For the last, at least, 10 years of my consulting life, I have struggled to confirm the thesis, well publicised by Big Consulting, and gladly embraced by top leaders as the truth, that the culprit of slow pace, communications breakdown, and, frankly, most ills of the organization, was that layer of leadership defined in geometrical terms: middle management.
The whodunnit of the problem always conveniently pointed to the middle. The rest of the sandwich seemed OK. Top leaders enlightened and visionary. Troops committed but constrained by those process junkies and infoblockers in the middle. Oh, the Midlands! How bad they were!
So bad that we could get rid of them without anybody even noticing. Which was a perfect justification for the Restructuring Storm that for many years hit western corporate land. Middle management was ‘eliminated’. The fact that The Eliminated took home not a copy of the hard drive (a big obsession of the day) but their own soft drive (corporate memory, relationships, unwritten rules, knowledge) did not seem to bother anybody. The organization became flatter after the diet, the soufflé became pancake, and the Leaners had it.
But the pancake resurrected slowly into a new soufflé, since the empty space of The Midlands was progressively re-occupied by new promotions from The Bottom. The organization always suffers from empty space phobia.
My inability to find many culprits in the geographical middle, even when there was a middle, was mirrored by the realisation that the real bottleneck was, in fact, very close to the CEO, sometimes at the very top of the system. The ruthless cleaning of The Middle seemed to have created an overpopulated top with some organizations now having more Vice-presidents than people on the payroll.
The level of recycling and circular discussions, revolving door ideas and perfect fabric for indecisions does not lie in The Middle but further up in the system. In fact, a real picture of a standard bottle of wine (OK, I’d prefer a good bottle of wine) shows the reality: the neck is at the top. Only some sports bottles seem to have a dysfunctional grabbable neck in the middle. Not my area of expertise.
Like those people obsessed with the gym, who want to die healthy, the organization shoulders and arms are now oversized and the waist is undersized.
Today it is not credible anymore to blame The Middle, whether the reincarnated one or a Flatter Middle, for all the problems. As it happened before, but everybody preferred to ignore, any middle manager reports to a senior and top manager. If there is a problem in the middle, the top is usually responsible. Small detail lost in the restructuring whodunnit translation.
The gatekeepers have moved North. And there are lots of them.
These geographical curiosities are often uncomfortable to accept.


For each line in the data below that has the word "thin", copy that line.
..............................
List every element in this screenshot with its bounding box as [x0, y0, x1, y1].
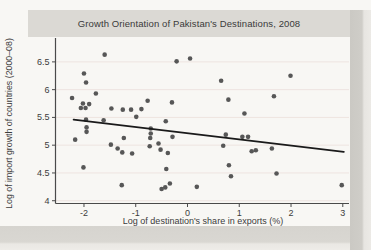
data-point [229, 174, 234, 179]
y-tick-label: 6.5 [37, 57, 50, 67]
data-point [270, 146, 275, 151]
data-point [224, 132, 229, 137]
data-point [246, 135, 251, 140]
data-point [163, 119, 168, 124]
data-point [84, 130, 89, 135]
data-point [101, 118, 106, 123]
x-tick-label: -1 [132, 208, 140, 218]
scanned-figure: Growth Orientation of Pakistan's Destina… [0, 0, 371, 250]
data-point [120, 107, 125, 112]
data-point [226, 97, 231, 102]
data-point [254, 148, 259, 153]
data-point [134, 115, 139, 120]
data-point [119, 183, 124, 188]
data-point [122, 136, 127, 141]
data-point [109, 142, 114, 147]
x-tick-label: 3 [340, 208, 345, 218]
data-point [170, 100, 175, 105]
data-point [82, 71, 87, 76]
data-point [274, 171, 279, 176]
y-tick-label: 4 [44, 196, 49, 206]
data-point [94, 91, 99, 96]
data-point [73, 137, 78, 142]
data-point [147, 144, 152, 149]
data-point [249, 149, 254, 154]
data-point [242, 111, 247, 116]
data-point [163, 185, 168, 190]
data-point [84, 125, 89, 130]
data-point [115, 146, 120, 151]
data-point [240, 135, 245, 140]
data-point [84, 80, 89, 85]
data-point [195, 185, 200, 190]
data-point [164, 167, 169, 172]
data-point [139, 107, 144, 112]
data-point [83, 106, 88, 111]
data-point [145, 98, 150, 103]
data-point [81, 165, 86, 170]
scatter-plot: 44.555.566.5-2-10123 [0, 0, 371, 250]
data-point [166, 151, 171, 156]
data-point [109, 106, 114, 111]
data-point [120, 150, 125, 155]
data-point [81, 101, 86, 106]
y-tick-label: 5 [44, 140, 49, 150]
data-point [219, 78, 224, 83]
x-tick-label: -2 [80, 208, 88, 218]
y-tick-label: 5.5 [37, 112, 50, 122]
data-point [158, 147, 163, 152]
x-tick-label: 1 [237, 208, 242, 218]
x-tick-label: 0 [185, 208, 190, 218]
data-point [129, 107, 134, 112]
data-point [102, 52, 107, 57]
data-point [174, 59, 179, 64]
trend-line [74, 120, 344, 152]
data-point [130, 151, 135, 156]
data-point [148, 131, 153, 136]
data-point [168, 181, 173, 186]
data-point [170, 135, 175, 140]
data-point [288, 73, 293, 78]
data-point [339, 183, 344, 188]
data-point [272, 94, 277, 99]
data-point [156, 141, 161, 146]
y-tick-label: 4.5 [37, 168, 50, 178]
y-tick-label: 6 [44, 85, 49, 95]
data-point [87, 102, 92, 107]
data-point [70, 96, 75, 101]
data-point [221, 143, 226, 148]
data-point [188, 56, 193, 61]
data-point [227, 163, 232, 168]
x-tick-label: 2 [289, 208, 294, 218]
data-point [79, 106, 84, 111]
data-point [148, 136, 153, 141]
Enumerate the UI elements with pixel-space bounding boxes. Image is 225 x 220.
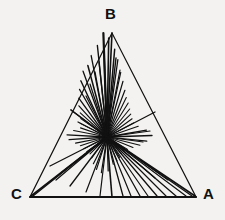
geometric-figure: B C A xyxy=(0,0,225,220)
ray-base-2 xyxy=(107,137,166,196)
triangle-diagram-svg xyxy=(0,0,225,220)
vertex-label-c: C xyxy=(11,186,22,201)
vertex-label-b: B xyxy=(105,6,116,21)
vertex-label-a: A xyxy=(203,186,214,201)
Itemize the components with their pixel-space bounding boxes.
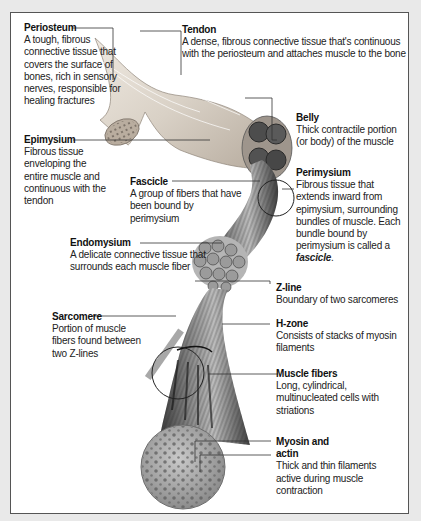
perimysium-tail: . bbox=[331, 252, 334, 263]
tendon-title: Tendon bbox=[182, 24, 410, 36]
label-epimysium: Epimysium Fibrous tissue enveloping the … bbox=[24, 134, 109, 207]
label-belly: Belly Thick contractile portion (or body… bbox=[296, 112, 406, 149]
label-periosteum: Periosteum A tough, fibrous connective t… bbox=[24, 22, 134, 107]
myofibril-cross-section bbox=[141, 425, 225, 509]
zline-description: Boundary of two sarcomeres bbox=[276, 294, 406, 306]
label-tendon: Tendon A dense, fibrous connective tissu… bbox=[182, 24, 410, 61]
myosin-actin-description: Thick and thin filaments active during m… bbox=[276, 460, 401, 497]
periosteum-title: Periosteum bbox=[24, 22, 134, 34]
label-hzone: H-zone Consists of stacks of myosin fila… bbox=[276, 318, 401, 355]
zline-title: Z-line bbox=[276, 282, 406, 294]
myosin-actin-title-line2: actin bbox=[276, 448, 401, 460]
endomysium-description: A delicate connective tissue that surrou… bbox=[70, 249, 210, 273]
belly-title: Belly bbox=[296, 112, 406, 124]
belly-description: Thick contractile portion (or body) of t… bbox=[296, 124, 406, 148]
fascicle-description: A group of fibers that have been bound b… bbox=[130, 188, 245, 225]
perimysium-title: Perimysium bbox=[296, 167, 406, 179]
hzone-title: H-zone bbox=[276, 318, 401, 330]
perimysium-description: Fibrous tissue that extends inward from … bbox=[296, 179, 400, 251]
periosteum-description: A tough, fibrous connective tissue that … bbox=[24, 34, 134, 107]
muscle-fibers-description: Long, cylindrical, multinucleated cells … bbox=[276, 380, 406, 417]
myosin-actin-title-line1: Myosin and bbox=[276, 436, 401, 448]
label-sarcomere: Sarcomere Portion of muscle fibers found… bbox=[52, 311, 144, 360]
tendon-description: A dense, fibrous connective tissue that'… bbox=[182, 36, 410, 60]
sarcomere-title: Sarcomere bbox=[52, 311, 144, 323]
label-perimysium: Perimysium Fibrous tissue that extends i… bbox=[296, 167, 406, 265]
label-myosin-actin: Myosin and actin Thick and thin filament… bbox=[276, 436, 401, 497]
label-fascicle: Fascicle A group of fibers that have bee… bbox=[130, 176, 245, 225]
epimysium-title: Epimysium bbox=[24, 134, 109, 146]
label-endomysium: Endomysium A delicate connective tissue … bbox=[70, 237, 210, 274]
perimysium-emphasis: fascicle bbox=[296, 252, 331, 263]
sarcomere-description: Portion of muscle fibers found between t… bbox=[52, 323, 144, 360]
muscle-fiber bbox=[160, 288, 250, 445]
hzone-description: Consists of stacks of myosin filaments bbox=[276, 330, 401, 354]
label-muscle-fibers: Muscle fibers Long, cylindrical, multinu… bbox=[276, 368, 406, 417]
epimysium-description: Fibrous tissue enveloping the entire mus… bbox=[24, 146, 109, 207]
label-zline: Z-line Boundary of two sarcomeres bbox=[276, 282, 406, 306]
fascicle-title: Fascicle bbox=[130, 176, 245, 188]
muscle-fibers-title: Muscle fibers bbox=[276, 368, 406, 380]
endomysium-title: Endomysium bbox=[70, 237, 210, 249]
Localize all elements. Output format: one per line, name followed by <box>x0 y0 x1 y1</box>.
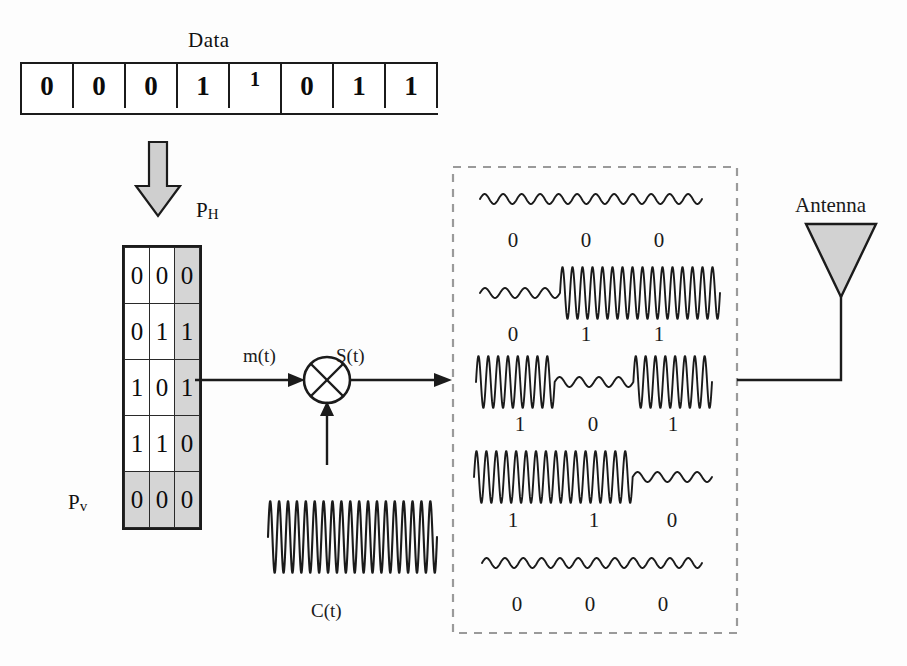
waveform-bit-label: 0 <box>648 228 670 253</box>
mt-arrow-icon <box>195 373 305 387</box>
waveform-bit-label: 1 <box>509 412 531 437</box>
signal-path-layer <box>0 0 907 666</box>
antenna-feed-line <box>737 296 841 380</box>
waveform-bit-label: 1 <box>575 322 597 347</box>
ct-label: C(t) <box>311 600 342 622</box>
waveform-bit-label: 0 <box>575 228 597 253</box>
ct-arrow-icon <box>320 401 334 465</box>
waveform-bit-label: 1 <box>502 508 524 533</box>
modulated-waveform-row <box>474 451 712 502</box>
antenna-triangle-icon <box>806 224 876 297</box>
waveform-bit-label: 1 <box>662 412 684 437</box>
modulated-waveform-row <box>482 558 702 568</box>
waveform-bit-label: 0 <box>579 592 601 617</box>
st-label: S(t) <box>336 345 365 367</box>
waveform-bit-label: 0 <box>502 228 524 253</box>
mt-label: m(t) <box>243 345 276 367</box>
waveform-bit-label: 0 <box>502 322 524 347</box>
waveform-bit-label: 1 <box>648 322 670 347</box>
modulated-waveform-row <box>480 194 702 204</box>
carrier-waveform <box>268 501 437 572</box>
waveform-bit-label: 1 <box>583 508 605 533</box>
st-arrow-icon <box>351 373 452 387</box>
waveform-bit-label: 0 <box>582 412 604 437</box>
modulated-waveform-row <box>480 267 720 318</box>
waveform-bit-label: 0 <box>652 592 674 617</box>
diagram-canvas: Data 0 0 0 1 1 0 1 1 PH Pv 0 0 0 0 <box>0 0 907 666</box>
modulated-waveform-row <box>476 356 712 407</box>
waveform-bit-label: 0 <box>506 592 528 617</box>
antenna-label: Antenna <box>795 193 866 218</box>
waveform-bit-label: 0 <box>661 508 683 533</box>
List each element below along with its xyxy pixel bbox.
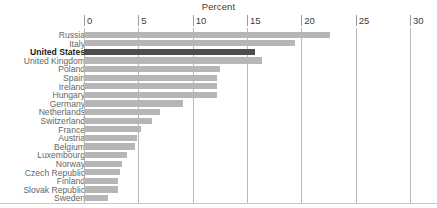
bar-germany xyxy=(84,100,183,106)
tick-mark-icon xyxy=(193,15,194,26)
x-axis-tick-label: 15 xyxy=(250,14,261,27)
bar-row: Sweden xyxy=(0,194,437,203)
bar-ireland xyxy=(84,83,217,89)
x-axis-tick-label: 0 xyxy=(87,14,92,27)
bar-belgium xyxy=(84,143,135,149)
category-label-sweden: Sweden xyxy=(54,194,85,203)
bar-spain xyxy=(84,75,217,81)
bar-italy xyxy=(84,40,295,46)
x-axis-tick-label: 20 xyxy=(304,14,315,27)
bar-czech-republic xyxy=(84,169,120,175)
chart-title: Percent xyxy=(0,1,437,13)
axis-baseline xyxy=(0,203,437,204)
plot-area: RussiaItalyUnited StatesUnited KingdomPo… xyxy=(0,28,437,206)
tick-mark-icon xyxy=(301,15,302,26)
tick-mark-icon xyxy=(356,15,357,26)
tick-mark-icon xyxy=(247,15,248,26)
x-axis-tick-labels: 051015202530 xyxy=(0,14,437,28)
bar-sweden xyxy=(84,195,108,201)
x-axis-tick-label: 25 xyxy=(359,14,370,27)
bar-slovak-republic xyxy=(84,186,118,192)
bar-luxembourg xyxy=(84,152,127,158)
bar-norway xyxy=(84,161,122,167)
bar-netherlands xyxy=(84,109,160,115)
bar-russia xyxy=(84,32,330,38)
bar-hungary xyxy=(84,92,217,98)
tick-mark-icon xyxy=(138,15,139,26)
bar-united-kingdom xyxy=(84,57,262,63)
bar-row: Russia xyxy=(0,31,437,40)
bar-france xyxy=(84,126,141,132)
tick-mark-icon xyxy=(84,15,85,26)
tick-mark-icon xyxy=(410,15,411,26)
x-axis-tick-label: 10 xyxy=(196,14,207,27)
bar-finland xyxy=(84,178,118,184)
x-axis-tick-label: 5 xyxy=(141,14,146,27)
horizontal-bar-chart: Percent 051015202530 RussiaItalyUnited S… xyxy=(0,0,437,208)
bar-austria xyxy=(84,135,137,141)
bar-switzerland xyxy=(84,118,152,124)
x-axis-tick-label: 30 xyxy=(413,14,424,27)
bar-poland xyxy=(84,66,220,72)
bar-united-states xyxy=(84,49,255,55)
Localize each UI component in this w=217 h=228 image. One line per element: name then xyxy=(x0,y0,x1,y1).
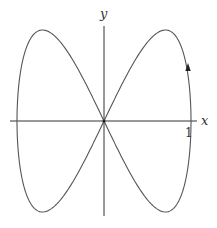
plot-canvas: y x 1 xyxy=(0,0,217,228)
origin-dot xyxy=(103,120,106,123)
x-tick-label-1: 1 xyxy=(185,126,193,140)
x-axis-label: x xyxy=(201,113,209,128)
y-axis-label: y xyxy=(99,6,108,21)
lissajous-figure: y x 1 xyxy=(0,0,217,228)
..............................
= Answer =
myosin-actin-description: Thick and thin filaments active during m… bbox=[276, 460, 401, 497]
label-myosin-actin: Myosin and actin Thick and thin filament… bbox=[276, 436, 401, 497]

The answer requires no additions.